Wednesday, November 21, 2007

Blowback

From Mobile Press-Register columnist Neal McCready today:
Nick Saban said he saw it coming.

How clairvoyant. I wish he'd said something. I would have caught the first flight to Las Vegas, taken the 24 points and laid a bundle on my alma mater.

While I would have listened, Saban's warning would have primarily fallen on deaf ears. Many Alabama fans, as the Crimson Tide's $32 million man is learning the hard way, have an aversion to the truth.
...
We've learned that despite the considerable hype and the worshipping adoration of his followers, Saban isn't some omnipotent football god who can reverse the fortunes of a struggling program merely by showing up. We've learned that despite the absurd comparisons to a coach from a bygone era, Saban can't take his and beat yours and then take yours and beat his.
...
For myriad reasons, the regional and national college football landscapes have permanently changed. Alabama, like many other programs around the country and in the SEC, is still wandering in the wilderness a bit, searching for a comfortable spot to settle down. Shoot the messenger if it makes you happy, but all the bullying in the world doesn't change the truth in the message.

Of course, the truth hurts sometimes, especially when you refuse to open your eyes to see it.
A bit of background is in order here. McCready, who attended Ole Miss and graduated from Louisiana-Monroe (back when it was Northeast Louisiana), hosted a drive-time sports call-in show on Mobile's WNSP radio up until last Wednesday, when he was unceremoniously fired by programming director Tim Camp.

In an email sent to other journalists afterwards, McCready said, "While the ownership of the station has not spoken to me about the situation, I was told that I wasn't pro-Alabama enough," and went on to say, "I knew some Alabama boosters down here who were advertisers on the station were applying pressure to the Johnson family [the owners of WNSP], who are huge Alabama fans and boosters in their own right."

Camp has denied that accusation, but admitted in the same breath that he was responding to advertiser complaints by firing McCready. WNSP has reportedly suppressed callers complaining about McCready's firing over the last week, and a number of other sports writers who'd previously done call-in work for WNSP's shows have resigned in protest.

The whole fracas is interesting for a couple of reasons. Number one, it illustrates the UAT fan base's weird insistence on having smoke blown up its collective hindquarters at all times, particularly by the local media. Second, it's a sign that the old red (neck) guard of boosters is actively trying to intimidate the media in Alabama, and specifically in Mobile (hmm, why there in particular, I wonder?).

If so, that kind of buffoonery certainly isn't new. For decades, negative stories about Alabama football were spiked before they could see print in the state papers. In 1991, I knew personally about one very damaging story regarding an Alabama player that a reporter for the Birmingham News had chapter and verse on--but it never saw print. That kind of thing Just Wasn't Done in the days when a very few people controlled an even smaller number of media outlets.

What the guys trying to bully McCready and his colleagues don't seem to understand, as McCready notes in a different context above, is that the world has changed. Leaning on a radio station owner or depending on a "friendly" sports editor or publisher won't kill a story in the 21st Century. And if you try the old bullying tactics these days, you're just going to draw attention to yourself and cause more trouble.

I thought all intelligent people knew that. Then again, we're not really talking about intelligent people here, are we?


* [Problem to solve] The answer must be an exact copy of the entries below, with no images in it.

* [Provided data]
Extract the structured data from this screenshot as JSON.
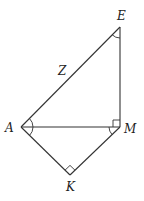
{
  "diagram": {
    "type": "geometry",
    "points": {
      "E": {
        "label": "E",
        "x": 120,
        "y": 27
      },
      "A": {
        "label": "A",
        "x": 21,
        "y": 127
      },
      "M": {
        "label": "M",
        "x": 120,
        "y": 127
      },
      "K": {
        "label": "K",
        "x": 70,
        "y": 175
      }
    },
    "segments": [
      {
        "from": "A",
        "to": "E",
        "label": "Z"
      },
      {
        "from": "E",
        "to": "M",
        "label": ""
      },
      {
        "from": "A",
        "to": "M",
        "label": ""
      },
      {
        "from": "A",
        "to": "K",
        "label": ""
      },
      {
        "from": "K",
        "to": "M",
        "label": ""
      }
    ],
    "angle_marks": [
      {
        "vertex": "E",
        "type": "arc"
      },
      {
        "vertex": "A",
        "between": [
          "E",
          "M"
        ],
        "type": "arc"
      },
      {
        "vertex": "A",
        "between": [
          "M",
          "K"
        ],
        "type": "arc"
      },
      {
        "vertex": "M",
        "between": [
          "A",
          "K"
        ],
        "type": "arc"
      },
      {
        "vertex": "M",
        "between": [
          "A",
          "E"
        ],
        "type": "right-angle"
      },
      {
        "vertex": "K",
        "type": "right-angle"
      }
    ],
    "side_label": "Z",
    "colors": {
      "stroke": "#333333",
      "text": "#222222",
      "background": "#ffffff"
    }
  }
}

* [Answer to this exercise]
Extract the structured data from this screenshot as JSON.
{
  "diagram": {
    "type": "geometry",
    "points": {
      "E": {
        "label": "E",
        "x": 120,
        "y": 27
      },
      "A": {
        "label": "A",
        "x": 21,
        "y": 127
      },
      "M": {
        "label": "M",
        "x": 120,
        "y": 127
      },
      "K": {
        "label": "K",
        "x": 70,
        "y": 175
      }
    },
    "segments": [
      {
        "from": "A",
        "to": "E",
        "label": "Z"
      },
      {
        "from": "E",
        "to": "M",
        "label": ""
      },
      {
        "from": "A",
        "to": "M",
        "label": ""
      },
      {
        "from": "A",
        "to": "K",
        "label": ""
      },
      {
        "from": "K",
        "to": "M",
        "label": ""
      }
    ],
    "angle_marks": [
      {
        "vertex": "E",
        "type": "arc"
      },
      {
        "vertex": "A",
        "between": [
          "E",
          "M"
        ],
        "type": "arc"
      },
      {
        "vertex": "A",
        "between": [
          "M",
          "K"
        ],
        "type": "arc"
      },
      {
        "vertex": "M",
        "between": [
          "A",
          "K"
        ],
        "type": "arc"
      },
      {
        "vertex": "M",
        "between": [
          "A",
          "E"
        ],
        "type": "right-angle"
      },
      {
        "vertex": "K",
        "type": "right-angle"
      }
    ],
    "side_label": "Z",
    "colors": {
      "stroke": "#333333",
      "text": "#222222",
      "background": "#ffffff"
    }
  }
}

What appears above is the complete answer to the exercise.